Zimbabwe foot-changing leaves policy stranded

[miningmx.com] – ZIMBABWE has become one of the best-known mining destinations in the world for all the wrong reasons.

Despite its massive mineral deposits, existing infrastructure and educated workforce, investment is scared off by regulatory uncertainty.

Worse even than the country’s increasingly aggressive stance on its 51% indigenisation policy and hefty royalty demands, analysts and potential investors say that it is the question marks around timelines and precise demands that is most off-putting.

Recent reports that Zimbabwe may relent on its 51% empowerment laws for all other sectors except mining is only adding to the sense of confusion.

The anaemic price of resources hasn’t helped matters either. “It’s been an appalling year,’ says John Hollaway, a mining consultant based in Zimbabwe. He says that the facts around the 51% indigenisation law “depend on who you talk to. the goalposts keep getting shifted’.

The change in empowerment ministers over the past three years has resulted in different interpretations of the 51% indigenisation law.

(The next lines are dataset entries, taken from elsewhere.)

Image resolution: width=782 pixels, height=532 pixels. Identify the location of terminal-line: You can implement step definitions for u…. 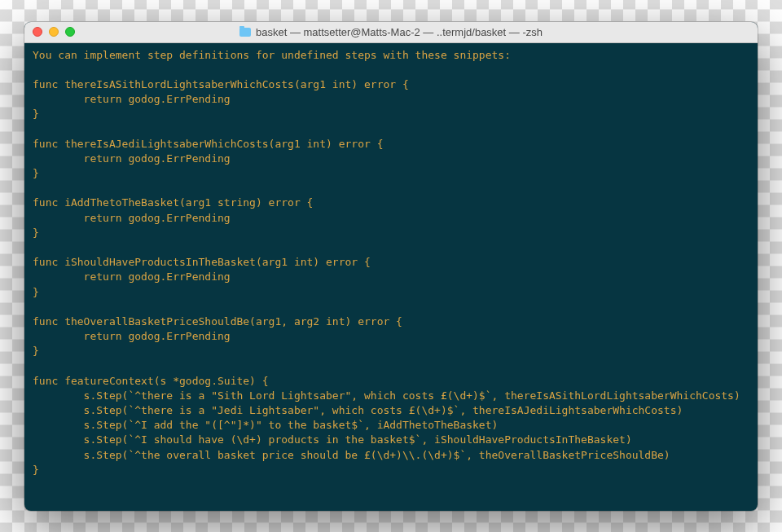
(391, 55).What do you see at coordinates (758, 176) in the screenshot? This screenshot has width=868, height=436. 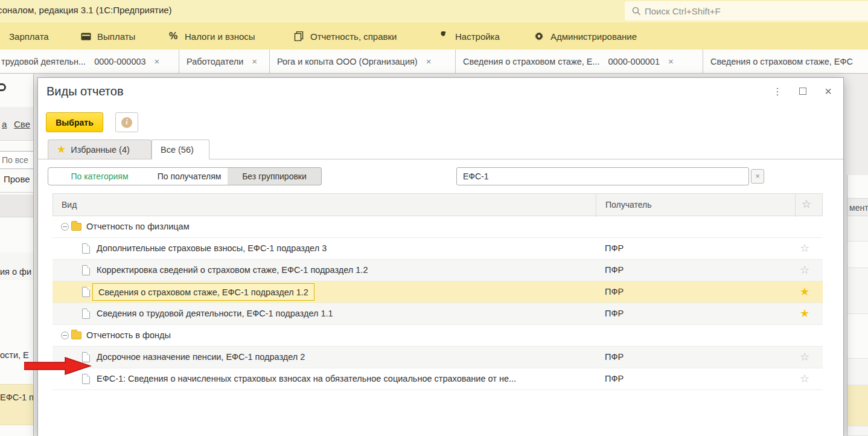 I see `clear-search-icon: ×` at bounding box center [758, 176].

Zimplats, the JSE-listed Impala Platinum subsidiary, signed a nearly $1bn (R12bn) indigenisation-compliance agreement under former-Indigenisation and Economic Empowerment Minister Saviour Kasukuwere, but it was declared non-binding under the latest minister, Christopher Mushohwe.

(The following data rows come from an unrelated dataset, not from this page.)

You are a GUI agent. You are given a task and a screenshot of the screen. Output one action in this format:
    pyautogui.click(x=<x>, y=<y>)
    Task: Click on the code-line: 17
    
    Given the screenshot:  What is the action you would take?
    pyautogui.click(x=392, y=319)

The deal is being reviewed so that the government will not pay for any of the shares that the company is handing over.

Previously, the shares were to have been vendor-financed meaning that Zimplats would be paid for its shares through dividends. However, this year, Zimplats CEO Alex Mhembere said that the company was making progress with the new policy.

But in December last year, Mushohwe announced that foreign investors are “very lucky’ to get 49% shares in their businesses.

He said that the 49% ownership was the maximum a foreign or white-owned company could own in the country, and 51% is the minimum [for indigenous holding]. However, foreign ownership could be reduced to “1% because it is the maximum, and 51% can be 99% because it’s the minimum’.

In its quarterly report released in March, Zimplats said only that ‘the company continues to engage with the government of Zimbabwe with regard to the Indigenisation Implementation Plan’.

Reuters reported on August 30 that Zimbabwe may relax a black economic empowerment law forcing foreign-owned firms to sell majority shares to locals in a bid to attract investment in all sectors except mining.

“The only area where we do not entertain negotiations is mining, because as indigenous Zimbabweans, our contribution is the (mineral) resource,” according to Reuters which cited the comments of Christopher Mushohwe, minister for youth, indigenisation and economic empowerment, to Zimbabwe’s state-owned weekly Sunday Mail.

In 2013, Zimbabwe proposed an export tax on unbeneficiated minerals, including platinum. The idea was to bring in much needed revenue and make companies invest in smelters or other downstream operations.

The tax, which was 15% for platinum, was initially going to take effect from 1 January. But at the end of last year, the government announced it would be delayed until 2017. Yet the 2015 Finance Bill, gazetted on 9 January, makes no provision for the deferral of the tax.

Long-suffering platinum companies Aquarius Platinum and its 50%-owned subsidiary Mimosa said in an announcement this year that they were “hopeful that the matter will be resolved and remain committed to building good working relations with the government of Zimbabwe’.

But Kalaa Mpinga, the former CEO of listed gold and nickel miner Mwana Africa, says that the lack of rigidity in the legislation was an indication of the government’s understanding of the sector.

Mpinga says that the government was aware of the difficulties the indigenisation and royalty demands posed for mining companies, and that they were willing to come to the table to negotiate figures and timelines. “Civil servants know what it takes to mine, they understand mining.’

Mwana also operates in the DRC, which Mpinga says is a far more difficult location to operate than Zimbabwe, citing the lack of infrastructure and murky policies.

One of the major impediments to establishing smelters or other downstream beneficiation projects however, is the lack of available and reliable electricity.

But while Zimbabwe’s disastrous policies scare off outsiders, a few insiders say that if you know your way around the laws and the lawmakers, Zimbabwe is still a worthwhile place to operate.

As a result several unlisted, semi-compliant and borderline legal operations have been set-up and run by locals with a deep knowledge of the “way things work’ in the country – and long-standing friendships with state officials.

“There’s a lot of mining going on in Zim, how do you think they’re doing it?’ Not surprisingly the comments came from individuals who asked not to be identified.

“If you were born there and you grew up there, you know the way it works. you know who to talk to,’ says the one individual.

Bruce Dickinson, Africa analyst at Webber Wentzel, made the point though, that because of the rapid and regular “change of the guard’ it was probably difficult to know who your friends were for very long.